In that sense, each letter is not just a personal gift; it’s a quiet, tangible challenge to the idea that older lives are less important or less meaningful.


How Do I Start Writing One?


Amy stressed that there is no “perfect” format and no required length. But she offered practical guidance:


1. Take Your Time

  • Think of it as a process over several days or weeks.

  • Jot down notes first—memories, lessons, values, sayings—before shaping them into a letter.

  • Make at least two drafts; don’t hand over your very first attempt.


2. Decide Who You’re Writing To

  • One letter for everyone?

  • Individual letters for children, grandchildren, or chosen family?

  • A mix: one general letter plus specific notes to certain people?


3. Use Prompts to Jog Your Memory

  • Early school memories: What did they teach you about fairness, courage, or kindness?

  • Moments when you changed your mind about something important

  • Songs, poems, or sayings that stuck with you (like “this too shall pass,” or the Chinese proverb Amy quoted: “The gem cannot be polished without friction, nor man perfected without trials.”)

  • Photos, family stories, and even difficult chapters that taught you something.


4. Focus on Love and the Recipient’s Future

  • Ask yourself: Will this help the person I’m writing to live better, with more strength and understanding?

  • Be honest, but not harsh. This is not the place to scold or settle scores.

  • Write with the assumption that your words may be reread many times, over many years.


5. Consider How You Present It

  • Handwriting can feel incredibly intimate and personal—like holding a piece of the author.

  • At the same time, technology and fading ink are real concerns, so Amy suggested doing both:

    • A handwritten copy, and

    • A typed or digital version, possibly stored in an archival folder or keepsake envelope.

  • Some people also record video or audio, but Amy cautioned that technology changes fast—so pairing media with something on paper is wise.

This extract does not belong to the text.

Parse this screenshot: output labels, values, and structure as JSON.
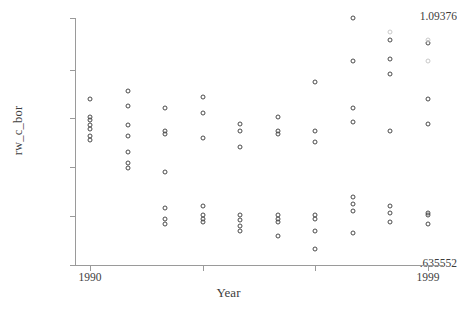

Questions We Explored Together


In the Q&A, participants raised thoughtful questions, including:


  • Is there a “right” length? No! It can be a page or many pages. Amy’s only caution: think about what your recipient will actually read and find helpful.

  • What about secrets or painful material? Some people do reveal long-held secrets or hard truths. Amy’s rule of thumb: always ask, “Will this help my recipient?” If disclosure brings understanding, healing, or safety, it may belong. If it only relieves the writer’s burden and harms others, it may not.

  • Can I continue a legacy letter for someone who has died?Yes. One participant asked about writing to better understand a parent’s life and legal battles after their death. Amy suggested this can help future generations understand the family story and mend old rifts.

  • Is handwriting necessary? Handwriting adds warmth, but not everyone can read cursive anymore. The group agreed: a combination—handwritten and typed—is often ideal.

  • Can we get help? Yes! Amy is open to reviewing letters and encouraged people to work with trusted friends or in small writing groups to gain feedback and support.


An Invitation to Begin


As we head into the holidays and toward a new year, this session left us with a simple, profound invitation:


  • Start a letter to a child, grandchild, partner, friend, or chosen family member.

  • Capture one story that changed you.

  • Write down one value you hope they’ll carry forward.

  • Tell them, plainly, that they are loved.


One participant shared that she’s beginning her legacy letter to her brand-new grandson. It’s hard to imagine a more hopeful way to step into 2026.


Amy closed with a line from Dr. Andrew Weil:

Writing a legacy letter lets us hug family and friends forever.

May we all find ways to extend that kind of embrace—across time, across generations, and across the barriers of ageism we’re working together to dismantle.